In his brilliant and prophetic 1970 book Future Shock, Alvin Toffler wrote about a new situation in American society: "the dizzying disorientation brought on by the premature arrival of the future." People were having problems adapting to the pace of change and to the social experience of transience. Job jockeying was creating nomadic families; adhocracies were about to replace bureaucracies; information was overloading our heads; and science was bringing more novelty with organ transplants, laser beams, and cyborgs. Toffler called for support systems for those overwhelmed by change, including a future-facing education system that would enable individuals to better imagine and cope with the transformations afoot in society.

Now Jeremy Rifkin has written a landmark work that can help us cope with the changes that are happening today, whose meaning most of us have been too busy to grasp. As a social theorist Rifkin makes it clear that advanced technology is already revising our allegiance to private property, our traditional notions of work, our reverence for privacy, and our understanding of education, while moving us along in transition to a global sharing economy. Rifkin, along with others, predicts that capitalism will be irrevocably changed by the middle of the 21st century.

With an impressive intensity and sense of purpose that comes across to the reader, the author presents a short history of economics before launching into an explanation of "the Internet of Things" which will "connect everything with everyone in an integrated global network. People, machines, natural resources, production lines, logistics networks, consumption habits, recycling flows, and virtually every other aspect of economic and social life will be linked." This deluge of Big Data will propel productivity and give people more free time to pursue what they want.

Of course, the downside of this projected Third Industrial Revolution is that the Internet of Things will make it possible for corporations to use all the information they have mined from your online and connected activities to generate a continuous stream of ads. With human behavior being tracked by so many devices, it will be much easier to expand the surveillance state.

Rifkin pays tribute to the emerging sharing economy (getting a car through Zipcar or renting out your spare room on Airbob). The sharing economy puts the accent on access rather than ownership. The use of Craig's List to sell things and the use of Kickstarter to fund new products and organizations are two successful models of this transition into the commons era. Rifkin sees two major obstacles: climate change and cyberterrorism.

We were especially interested in the changes already underway in education from classes in school rooms to courses online. Also there is a spiritual dimension to the structural model of unemployment where individuals will be liberated from factory jobs by robots and other technological wonders. All of us will be prosumers involved in the creation, production and sharing value of our labors. What will we do in our leisure time? This question has no meaning for us now in a 24/7 economy where we are busy all the time. Rifkin imagines a better world where conversation, collaboration, and service of others will emerge.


What the task asks
Please transcribe the data below in full, word for word, without the images.

[Records supplied — start]

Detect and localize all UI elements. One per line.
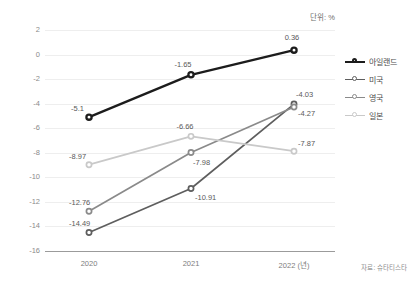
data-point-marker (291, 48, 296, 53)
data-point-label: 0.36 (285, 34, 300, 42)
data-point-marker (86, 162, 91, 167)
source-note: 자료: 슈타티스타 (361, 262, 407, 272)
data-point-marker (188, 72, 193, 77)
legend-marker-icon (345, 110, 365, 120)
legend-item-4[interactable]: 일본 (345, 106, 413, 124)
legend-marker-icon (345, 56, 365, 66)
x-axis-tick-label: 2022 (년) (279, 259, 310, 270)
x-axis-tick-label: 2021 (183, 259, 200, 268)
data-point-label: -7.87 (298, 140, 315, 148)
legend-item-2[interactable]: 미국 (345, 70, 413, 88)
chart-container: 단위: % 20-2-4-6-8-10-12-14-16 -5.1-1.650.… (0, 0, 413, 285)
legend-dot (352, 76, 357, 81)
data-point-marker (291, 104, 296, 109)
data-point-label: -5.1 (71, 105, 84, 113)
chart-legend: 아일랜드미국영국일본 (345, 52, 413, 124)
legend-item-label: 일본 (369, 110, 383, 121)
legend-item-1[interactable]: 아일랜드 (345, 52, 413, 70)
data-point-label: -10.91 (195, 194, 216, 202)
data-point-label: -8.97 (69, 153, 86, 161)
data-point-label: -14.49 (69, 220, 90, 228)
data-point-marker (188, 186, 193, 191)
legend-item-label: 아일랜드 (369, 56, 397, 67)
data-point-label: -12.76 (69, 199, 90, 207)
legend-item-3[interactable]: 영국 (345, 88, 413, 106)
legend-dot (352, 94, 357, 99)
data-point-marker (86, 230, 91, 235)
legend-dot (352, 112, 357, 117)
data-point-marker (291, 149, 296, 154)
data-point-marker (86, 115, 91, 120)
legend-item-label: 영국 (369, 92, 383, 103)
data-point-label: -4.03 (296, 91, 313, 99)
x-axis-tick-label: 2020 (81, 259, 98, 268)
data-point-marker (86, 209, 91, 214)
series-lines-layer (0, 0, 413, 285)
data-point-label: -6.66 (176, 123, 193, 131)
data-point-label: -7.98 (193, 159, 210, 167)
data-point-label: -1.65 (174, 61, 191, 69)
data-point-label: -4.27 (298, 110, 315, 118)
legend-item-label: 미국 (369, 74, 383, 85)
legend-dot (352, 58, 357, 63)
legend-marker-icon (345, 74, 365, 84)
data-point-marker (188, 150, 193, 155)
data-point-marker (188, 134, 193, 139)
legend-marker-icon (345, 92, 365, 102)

[Records supplied — finish]

Response box
Detect and localize all UI elements. One per line.
data-point-marker (291, 48, 296, 53)
data-point-label: 0.36 (285, 34, 300, 42)
data-point-marker (86, 162, 91, 167)
source-note: 자료: 슈타티스타 (361, 262, 407, 272)
data-point-marker (188, 72, 193, 77)
legend-marker-icon (345, 110, 365, 120)
legend-item-4[interactable]: 일본 (345, 106, 413, 124)
legend-marker-icon (345, 56, 365, 66)
x-axis-tick-label: 2022 (년) (279, 259, 310, 270)
x-axis-tick-label: 2021 (183, 259, 200, 268)
data-point-label: -7.87 (298, 140, 315, 148)
legend-item-2[interactable]: 미국 (345, 70, 413, 88)
chart-container: 단위: % 20-2-4-6-8-10-12-14-16 -5.1-1.650.… (0, 0, 413, 285)
legend-dot (352, 76, 357, 81)
data-point-marker (291, 104, 296, 109)
data-point-label: -5.1 (71, 105, 84, 113)
chart-legend: 아일랜드미국영국일본 (345, 52, 413, 124)
legend-item-label: 일본 (369, 110, 383, 121)
legend-item-1[interactable]: 아일랜드 (345, 52, 413, 70)
data-point-label: -10.91 (195, 194, 216, 202)
data-point-label: -8.97 (69, 153, 86, 161)
data-point-label: -14.49 (69, 220, 90, 228)
data-point-marker (188, 186, 193, 191)
legend-item-label: 아일랜드 (369, 56, 397, 67)
data-point-label: -12.76 (69, 199, 90, 207)
legend-item-3[interactable]: 영국 (345, 88, 413, 106)
legend-dot (352, 94, 357, 99)
data-point-marker (86, 230, 91, 235)
legend-dot (352, 112, 357, 117)
data-point-marker (291, 149, 296, 154)
data-point-marker (86, 115, 91, 120)
legend-item-label: 영국 (369, 92, 383, 103)
data-point-label: -4.03 (296, 91, 313, 99)
x-axis-tick-label: 2020 (81, 259, 98, 268)
data-point-marker (86, 209, 91, 214)
series-lines-layer (0, 0, 413, 285)
data-point-label: -6.66 (176, 123, 193, 131)
data-point-label: -7.98 (193, 159, 210, 167)
data-point-label: -1.65 (174, 61, 191, 69)
data-point-label: -4.27 (298, 110, 315, 118)
legend-item-label: 미국 (369, 74, 383, 85)
legend-dot (352, 58, 357, 63)
legend-marker-icon (345, 74, 365, 84)
data-point-marker (188, 150, 193, 155)
data-point-marker (188, 134, 193, 139)
legend-marker-icon (345, 92, 365, 102)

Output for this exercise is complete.